Diamonds Are Forever. NFTs? Not Always...
One of my favorite, personalized NFTs is broken. Bummer! Here's how you can protect yourself from getting rugged like I did.
I experimented with a lot of NFT projects early on. One that I enjoyed was SelfMadePunks. It's like the famous CryptoPunk collection, but you could customize it to look like you. This was great because I wanted to link it to my Twitter profile.
After a few minutes, I minted this handsome fella and shared on Twitter.
The resemblance is uncanny, don’t you think? But here is where the trouble began. At the time, I didn’t realize that many NFTs (over 40%) aren’t using web3 storage. In laymen’s terms, they are pointing at web2 websites (which can go away) vs web3 storage (which should be around permanently).
Worse, the smart contract wasn’t uploaded to Etherscan, so marketplaces like OpenSea banned it. Boo…
The final nail in the coffin? If you try to visit the website, MetaMask now flags it as a phishing website.
What does this all mean? Well it means I paid $100 for a custom, immutable profile picture… and all I got was this lousy JPEG that I have to drag around manually.
How Could I Have Avoided This?
At Atomic Form, we released a tool called Atomic Scan. It’s the fastest way to score an NFT for risk. How’d my SelfMadePunk #146 do? Not so well!
So any NFT from this collection receives a High Risk warning. Why? Because you can see the token and media URLs are pointing to a .com website. And if you press further onto the contract verification, you will see that Etherscan doesn’t have the source code listed. What dos this mean? You should steer clear of this project, because any NFT minted on this contract could break.
Mine is basically broken. It was supposed to be my forever profile pic. Alas.
And its not just me. Of the 1 billion NFTs in existence, 400 million are at risk of disappearing.
Be careful out there. Use Atomic Scan if you’re buying (or holding) NFTs!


» **Assignment**: Exercise in exact copying. Transcribe every entry that follows, word for word.
————
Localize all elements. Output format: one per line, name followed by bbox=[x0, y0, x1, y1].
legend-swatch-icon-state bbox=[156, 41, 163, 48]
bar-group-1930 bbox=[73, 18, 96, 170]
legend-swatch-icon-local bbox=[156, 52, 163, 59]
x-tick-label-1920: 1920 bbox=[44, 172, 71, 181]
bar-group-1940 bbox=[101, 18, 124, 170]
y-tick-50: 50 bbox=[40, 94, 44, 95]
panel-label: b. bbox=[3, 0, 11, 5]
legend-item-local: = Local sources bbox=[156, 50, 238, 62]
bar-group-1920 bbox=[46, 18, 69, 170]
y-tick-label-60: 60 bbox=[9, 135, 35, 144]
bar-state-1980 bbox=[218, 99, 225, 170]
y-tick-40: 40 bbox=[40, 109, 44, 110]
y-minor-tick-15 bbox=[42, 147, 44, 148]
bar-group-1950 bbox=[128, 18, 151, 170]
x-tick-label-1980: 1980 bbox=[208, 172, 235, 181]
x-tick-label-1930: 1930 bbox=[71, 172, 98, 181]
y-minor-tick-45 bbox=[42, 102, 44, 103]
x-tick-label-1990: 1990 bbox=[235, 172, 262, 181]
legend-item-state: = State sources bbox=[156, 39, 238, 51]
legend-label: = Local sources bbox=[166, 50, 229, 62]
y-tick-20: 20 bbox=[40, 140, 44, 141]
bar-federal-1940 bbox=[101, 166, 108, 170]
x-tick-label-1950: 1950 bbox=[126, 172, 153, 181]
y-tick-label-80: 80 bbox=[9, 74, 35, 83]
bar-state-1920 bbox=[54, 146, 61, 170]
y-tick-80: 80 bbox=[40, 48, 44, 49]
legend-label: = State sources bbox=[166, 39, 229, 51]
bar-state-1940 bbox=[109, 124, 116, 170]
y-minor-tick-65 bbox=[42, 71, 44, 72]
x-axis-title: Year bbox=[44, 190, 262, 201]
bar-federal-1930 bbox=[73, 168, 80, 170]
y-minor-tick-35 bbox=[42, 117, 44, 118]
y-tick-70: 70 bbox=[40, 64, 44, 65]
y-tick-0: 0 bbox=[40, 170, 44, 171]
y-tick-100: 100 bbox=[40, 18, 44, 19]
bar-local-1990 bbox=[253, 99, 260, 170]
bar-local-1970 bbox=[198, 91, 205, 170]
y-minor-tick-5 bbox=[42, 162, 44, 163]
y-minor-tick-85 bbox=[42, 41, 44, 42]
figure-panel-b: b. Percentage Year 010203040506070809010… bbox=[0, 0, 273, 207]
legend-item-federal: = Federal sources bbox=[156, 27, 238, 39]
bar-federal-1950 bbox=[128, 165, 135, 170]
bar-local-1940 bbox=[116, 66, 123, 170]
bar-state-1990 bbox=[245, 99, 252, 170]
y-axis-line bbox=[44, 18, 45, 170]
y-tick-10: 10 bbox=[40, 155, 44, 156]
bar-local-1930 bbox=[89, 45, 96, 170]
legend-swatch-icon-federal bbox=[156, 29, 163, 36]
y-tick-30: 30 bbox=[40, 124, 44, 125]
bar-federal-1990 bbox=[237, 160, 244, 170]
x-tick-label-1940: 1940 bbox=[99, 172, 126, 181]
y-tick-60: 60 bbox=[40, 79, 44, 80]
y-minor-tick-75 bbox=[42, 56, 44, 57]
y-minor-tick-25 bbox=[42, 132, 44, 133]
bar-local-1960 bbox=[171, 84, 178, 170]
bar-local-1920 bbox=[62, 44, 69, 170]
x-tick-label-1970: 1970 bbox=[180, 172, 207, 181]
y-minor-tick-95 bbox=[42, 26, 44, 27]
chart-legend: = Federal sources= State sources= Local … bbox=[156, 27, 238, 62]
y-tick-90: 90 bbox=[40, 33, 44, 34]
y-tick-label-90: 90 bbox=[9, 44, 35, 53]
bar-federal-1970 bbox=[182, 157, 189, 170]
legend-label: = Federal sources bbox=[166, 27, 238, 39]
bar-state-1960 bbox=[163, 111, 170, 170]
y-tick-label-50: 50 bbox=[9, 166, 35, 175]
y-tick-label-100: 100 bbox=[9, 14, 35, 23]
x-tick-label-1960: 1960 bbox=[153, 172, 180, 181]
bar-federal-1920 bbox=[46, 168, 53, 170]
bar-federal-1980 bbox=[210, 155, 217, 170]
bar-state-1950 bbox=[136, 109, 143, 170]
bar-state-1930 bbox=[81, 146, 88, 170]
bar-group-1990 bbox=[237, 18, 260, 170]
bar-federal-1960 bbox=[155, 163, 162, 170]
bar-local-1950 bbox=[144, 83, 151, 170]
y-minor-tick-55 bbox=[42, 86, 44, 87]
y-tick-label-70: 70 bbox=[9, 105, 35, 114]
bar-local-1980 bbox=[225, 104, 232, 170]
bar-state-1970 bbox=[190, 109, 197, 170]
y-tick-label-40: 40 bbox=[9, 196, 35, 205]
————
» **Response area**:
Localize all elements. Output format: one per line, name followed by bbox=[x0, y0, x1, y1].
legend-swatch-icon-state bbox=[156, 41, 163, 48]
bar-group-1930 bbox=[73, 18, 96, 170]
legend-swatch-icon-local bbox=[156, 52, 163, 59]
x-tick-label-1920: 1920 bbox=[44, 172, 71, 181]
bar-group-1940 bbox=[101, 18, 124, 170]
y-tick-50: 50 bbox=[40, 94, 44, 95]
panel-label: b. bbox=[3, 0, 11, 5]
legend-item-local: = Local sources bbox=[156, 50, 238, 62]
bar-group-1920 bbox=[46, 18, 69, 170]
y-tick-label-60: 60 bbox=[9, 135, 35, 144]
bar-state-1980 bbox=[218, 99, 225, 170]
y-tick-40: 40 bbox=[40, 109, 44, 110]
y-minor-tick-15 bbox=[42, 147, 44, 148]
bar-group-1950 bbox=[128, 18, 151, 170]
x-tick-label-1980: 1980 bbox=[208, 172, 235, 181]
x-tick-label-1930: 1930 bbox=[71, 172, 98, 181]
y-minor-tick-45 bbox=[42, 102, 44, 103]
x-tick-label-1990: 1990 bbox=[235, 172, 262, 181]
legend-item-state: = State sources bbox=[156, 39, 238, 51]
legend-label: = Local sources bbox=[166, 50, 229, 62]
y-tick-20: 20 bbox=[40, 140, 44, 141]
bar-federal-1940 bbox=[101, 166, 108, 170]
x-tick-label-1950: 1950 bbox=[126, 172, 153, 181]
y-tick-label-80: 80 bbox=[9, 74, 35, 83]
bar-state-1920 bbox=[54, 146, 61, 170]
y-tick-80: 80 bbox=[40, 48, 44, 49]
legend-label: = State sources bbox=[166, 39, 229, 51]
bar-state-1940 bbox=[109, 124, 116, 170]
y-minor-tick-65 bbox=[42, 71, 44, 72]
x-axis-title: Year bbox=[44, 190, 262, 201]
bar-federal-1930 bbox=[73, 168, 80, 170]
y-minor-tick-35 bbox=[42, 117, 44, 118]
y-tick-70: 70 bbox=[40, 64, 44, 65]
y-tick-0: 0 bbox=[40, 170, 44, 171]
y-tick-100: 100 bbox=[40, 18, 44, 19]
bar-local-1990 bbox=[253, 99, 260, 170]
bar-local-1970 bbox=[198, 91, 205, 170]
y-minor-tick-5 bbox=[42, 162, 44, 163]
y-minor-tick-85 bbox=[42, 41, 44, 42]
figure-panel-b: b. Percentage Year 010203040506070809010… bbox=[0, 0, 273, 207]
legend-item-federal: = Federal sources bbox=[156, 27, 238, 39]
bar-federal-1950 bbox=[128, 165, 135, 170]
bar-local-1940 bbox=[116, 66, 123, 170]
bar-state-1990 bbox=[245, 99, 252, 170]
y-axis-line bbox=[44, 18, 45, 170]
y-tick-10: 10 bbox=[40, 155, 44, 156]
bar-local-1930 bbox=[89, 45, 96, 170]
legend-swatch-icon-federal bbox=[156, 29, 163, 36]
y-tick-30: 30 bbox=[40, 124, 44, 125]
bar-federal-1990 bbox=[237, 160, 244, 170]
x-tick-label-1940: 1940 bbox=[99, 172, 126, 181]
y-tick-60: 60 bbox=[40, 79, 44, 80]
y-minor-tick-75 bbox=[42, 56, 44, 57]
y-minor-tick-25 bbox=[42, 132, 44, 133]
bar-local-1960 bbox=[171, 84, 178, 170]
bar-local-1920 bbox=[62, 44, 69, 170]
x-tick-label-1970: 1970 bbox=[180, 172, 207, 181]
y-minor-tick-95 bbox=[42, 26, 44, 27]
chart-legend: = Federal sources= State sources= Local … bbox=[156, 27, 238, 62]
y-tick-90: 90 bbox=[40, 33, 44, 34]
y-tick-label-90: 90 bbox=[9, 44, 35, 53]
bar-federal-1970 bbox=[182, 157, 189, 170]
legend-label: = Federal sources bbox=[166, 27, 238, 39]
bar-state-1960 bbox=[163, 111, 170, 170]
y-tick-label-50: 50 bbox=[9, 166, 35, 175]
y-tick-label-100: 100 bbox=[9, 14, 35, 23]
x-tick-label-1960: 1960 bbox=[153, 172, 180, 181]
bar-federal-1920 bbox=[46, 168, 53, 170]
bar-federal-1980 bbox=[210, 155, 217, 170]
bar-state-1950 bbox=[136, 109, 143, 170]
bar-state-1930 bbox=[81, 146, 88, 170]
bar-group-1990 bbox=[237, 18, 260, 170]
bar-federal-1960 bbox=[155, 163, 162, 170]
bar-local-1950 bbox=[144, 83, 151, 170]
y-minor-tick-55 bbox=[42, 86, 44, 87]
y-tick-label-70: 70 bbox=[9, 105, 35, 114]
bar-local-1980 bbox=[225, 104, 232, 170]
bar-state-1970 bbox=[190, 109, 197, 170]
y-tick-label-40: 40 bbox=[9, 196, 35, 205]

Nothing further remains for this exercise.